Friday, 20 July 2012

Sudden Prose Reprints: "Initiation" by Helen Pizzey



Initiation


My brother hadn’t noticed the adder approaching, slithering along the stone ledge of the cattle trough, when he threw me in. Laughing he left me drowning, fighting water and snake. On the day I started convent school, I stood shivering in grey serge and swamped in a felt hat I wished would float right off my head. We learned about evil and baptism, and it came as no great surprise to hear that a snake would always be out to get me.


Helen Pizzey



"Initiation" last appeared in Leaf Writers' Magazine 2 (Autumn 2010). Pizzey is Assistant Editor at PURBECK! magazine and appears in the anthology, This Line Is Not for Turning: Contemporary British Prose Poetry (ed. Jane Monson, Cinnamon, 2011), among other journals and anthologies in the UK and US. She received her MA in creative writing from Bath Spa University in 2005. 

4 comments:

Anonymous said...

Love this. The connection between good and evil, snake and water metaphors, feeling of fear and the unknown. All good, good stuff.

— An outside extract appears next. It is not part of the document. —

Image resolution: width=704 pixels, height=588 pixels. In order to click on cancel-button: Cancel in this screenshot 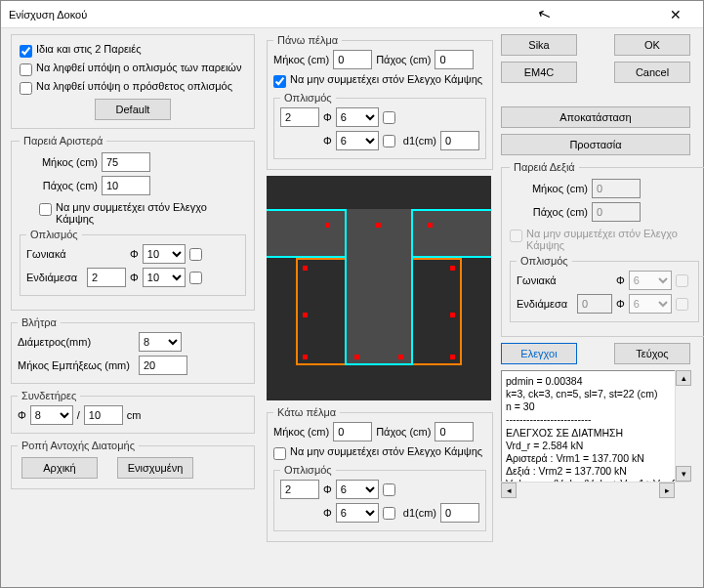, I will do `click(652, 72)`.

Thanks!

Helen Pizzey said...

Thanks, Particia Ann. Am also looking out for more of your work to enjoy commenting on. Best wishes.

Unknown said...

Great metaphors. I enjoyed this well written short. Very nicely done.

Anonymous said...

There is a wonderful revisiting of themes in this very short piece. I think it works so well because of these recurring ideas. There is the idea of being restricted or overwhelmed either literally by water, or by using that imagery: “he left me drowning, fighting water”, “swamped in a felt hat I wished would float right off my head”, “We learned about evil and baptism”. The snake and the comparison to religion are also excellently drawn. Fantastic for such a short piece of writing. I think that the lines “Laughing he left me drowning” and “We learned about evil and baptism” are particularly poignant, and together give a sense of something much larger.